The Patience Dividend

Every month, part of each business's return is paid to members and part is plowed back to fund the next business. Shifting that balance toward reinvestment is one of the strongest speed levers in the model — a community that pays itself a little less now reaches full independence years sooner. But it is a genuine choice about patience.

Deeper Insight · 05

Spend now or build faster

Each business's monthly return splits four ways. Three of the slices reach members as income. The fourth — reinvest — goes straight back into funding the next business. That reinvest slice is the community's growth engine. How large it is turns out to matter a great deal.

The tension is the oldest one in economics: consume now, or invest and consume more later. Here it has a precise answer. The answer leans harder toward patience than most people expect.

The result

The reinvest curve

Below, the model runs (seed 12345) with the reinvest slice swept from a small 10% up to a hefty 50%. The rest of each return always splits to members in the usual champion : phoenix : cross proportions. The curve is the year everyone reaches full coverage.

Graduation year vs. the reinvest slice. Pay members less now, compound the difference, and independence arrives much sooner.

At a 10% reinvest slice the community pays itself generously from the start. It takes around fourteen years. Push the slice to 30% — the model's tuned default — and it drops to about eleven. At 40% it's near ten. Early restraint is not a sacrifice with no return. It is the return, arriving as years shaved off the finish.

The mechanism

Compounding, quietly

The reason is compounding. A dollar paid out as income is spent once. A dollar reinvested becomes part of a new business. That business returns more dollars every month from then on — and some of those reinvest again. Early in the community's life the portfolio is small. There, that compounding is the difference between a gentle climb and a steep one.

This is why an accumulation hold — a temporary 100% reinvest — is so powerful. It is the reinvest lever pushed all the way, for a while. The reinvest slice is the everyday, dialled-down version of the same force. Not "build for seven years, then live," but "live a little less, build a little more, every month."

The takeaway

The patience question

None of this makes a high reinvest slice automatically correct. Members are real families. The income they don't take early is income they don't have early. A community of people who need cash flow now should pay out more and accept a later finish. The model graduates everyone either way. A community that can afford to wait buys a faster, larger future by reinvesting.
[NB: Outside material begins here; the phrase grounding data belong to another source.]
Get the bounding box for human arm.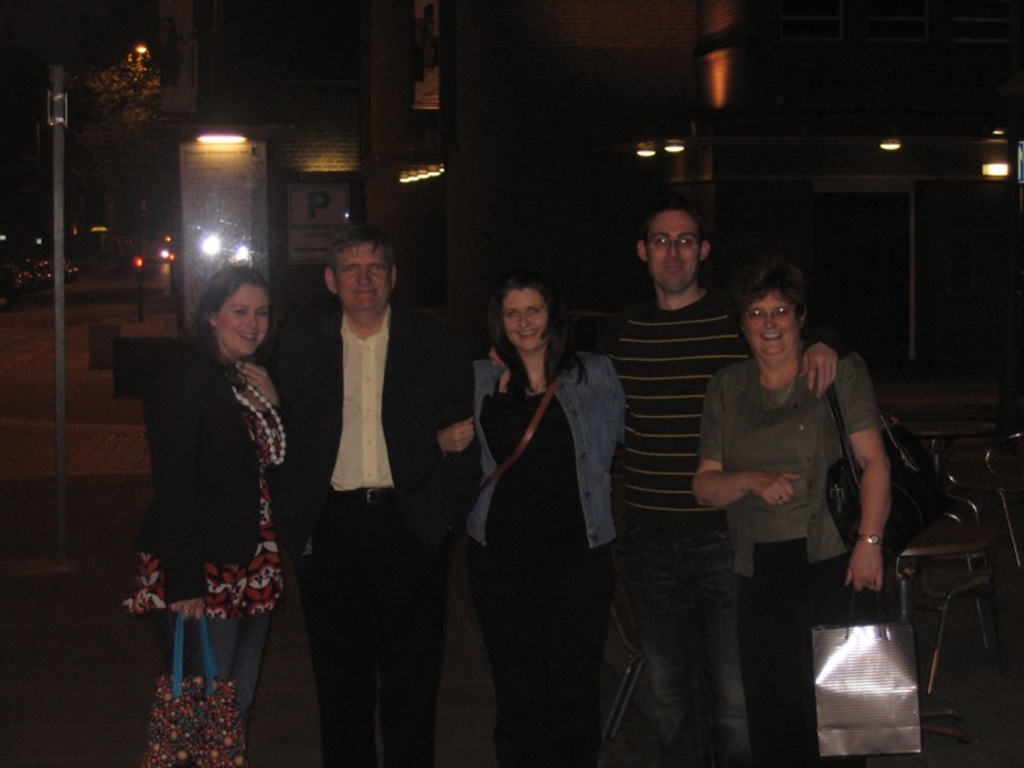
l=690, t=397, r=797, b=507.
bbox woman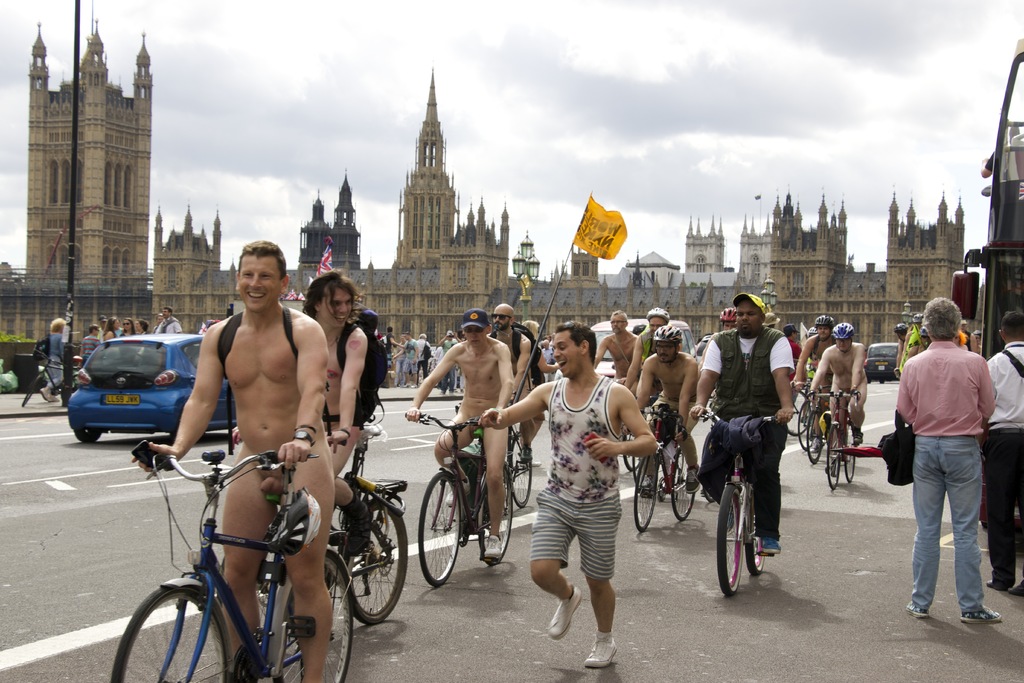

What the model provides is an honest exchange rate between patience and speed. The decision can then be made with eyes open rather than by default. That is the whole spirit of the thing. Not one prescribed number, but a clear price on every choice — and a guarantee that whichever the community picks, everyone still arrives.

Try it yourself
Open the Graduation Simulator, pre-set to a 40% reinvest slice. Watch the graduation date fall against the default. Then raise or lower the Reinvest → capital pool share yourself (keep the four slices summing to 100%).